Treat it as a host-hardening problem, because a gateway on the network cannot see stdio traffic. Run the server as a low-privilege OS user, restrict its filesystem access to the directories it needs, and constrain its outbound network so a compromised or malicious server cannot reach the internet or internal services freely. Keep untrusted third-party servers off machines that hold cloud credentials or production database access. For anything that needs central policy and audit, prefer the HTTP transport so the traffic becomes inspectable.
- What is tool poisoning in MCP?
Tool poisoning is when a malicious or compromised MCP server publishes a tool whose description or output is crafted to manipulate the model. Because the model reads tool descriptions to decide when and how to call tools, an instruction hidden in a description can push it toward exfiltration or toward calling a more dangerous tool. Defenses include pinning and reviewing descriptions from third-party servers, filtering tool output as untrusted content, and scoping which tools a session can reach so a poisoned tool has no privileged neighbor to abuse.
- Should MCP tool output be filtered?
Yes. Tool output enters the model's context window as content, so it can carry injected instructions or sensitive data that should not flow onward. Inspect and filter output on the return path against the same data-classification and policy rules you apply to prompts. This matters most when tools return data from external or user-controlled sources, which is exactly where indirect prompt injection enters an agentic workflow.

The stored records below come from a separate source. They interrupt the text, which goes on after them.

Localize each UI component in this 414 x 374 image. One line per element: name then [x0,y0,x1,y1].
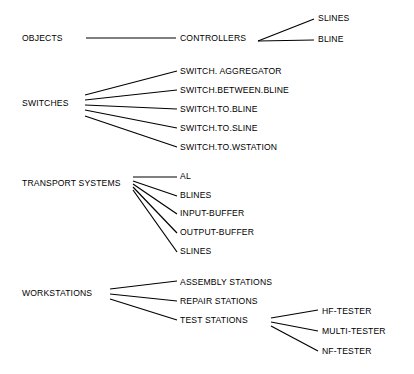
node-objects[interactable]: OBJECTS [22,33,63,43]
connector-line [271,326,318,351]
node-workstations[interactable]: WORKSTATIONS [22,288,92,298]
connector-line [133,190,177,252]
node-input-buffer[interactable]: INPUT-BUFFER [180,208,244,218]
connector-line [85,105,177,109]
node-hf-tester[interactable]: HF-TESTER [322,306,372,316]
connector-line [85,110,177,128]
connector-line [133,181,177,196]
node-switches[interactable]: SWITCHES [22,98,69,108]
node-al[interactable]: AL [180,171,191,181]
edge-group-switches [85,71,177,147]
node-switch-to-sline[interactable]: SWITCH.TO.SLINE [180,123,258,133]
node-repair-stations[interactable]: REPAIR STATIONS [180,296,258,306]
connector-line [133,184,177,214]
node-transport-systems[interactable]: TRANSPORT SYSTEMS [22,178,121,188]
node-controllers[interactable]: CONTROLLERS [180,33,246,43]
node-switch-to-bline[interactable]: SWITCH.TO.BLINE [180,104,258,114]
connector-line [110,281,177,289]
node-multi-tester[interactable]: MULTI-TESTER [322,326,386,336]
connector-line [133,187,177,233]
node-bline[interactable]: BLINE [318,34,344,44]
connector-line [258,19,314,41]
connector-line [85,71,177,95]
edge-group-transport [133,177,177,252]
connector-line [271,322,318,331]
hierarchy-diagram: OBJECTS CONTROLLERS SLINES BLINE SWITCHE… [0,0,414,374]
node-switch-to-wstation[interactable]: SWITCH.TO.WSTATION [180,142,277,152]
connector-line [110,299,177,320]
node-blines[interactable]: BLINES [180,190,211,200]
connector-line [110,294,177,301]
node-nf-tester[interactable]: NF-TESTER [322,346,372,356]
node-switch-aggregator[interactable]: SWITCH. AGGREGATOR [180,66,282,76]
connector-line [85,90,177,100]
connector-line [258,40,314,41]
node-slines-transport[interactable]: SLINES [180,246,211,256]
connector-line [85,116,177,147]
connector-line [271,310,318,318]
node-assembly-stations[interactable]: ASSEMBLY STATIONS [180,277,272,287]
node-slines-controllers[interactable]: SLINES [318,13,349,23]
node-test-stations[interactable]: TEST STATIONS [180,315,248,325]
node-output-buffer[interactable]: OUTPUT-BUFFER [180,227,254,237]
node-switch-between-bline[interactable]: SWITCH.BETWEEN.BLINE [180,85,289,95]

- How does per-call MCP authorization support compliance?
Each authorization decision produces a per-decision record with identity, tool, arguments, policy version, and outcome. That record maps onto the traceability that frameworks like the EU AI Act's Article 12 expect: enough detail to reconstruct what the system did and who was involved. Because the record is signed and written at the boundary before the response returns, it stands up as evidence rather than as a log the calling application could have edited.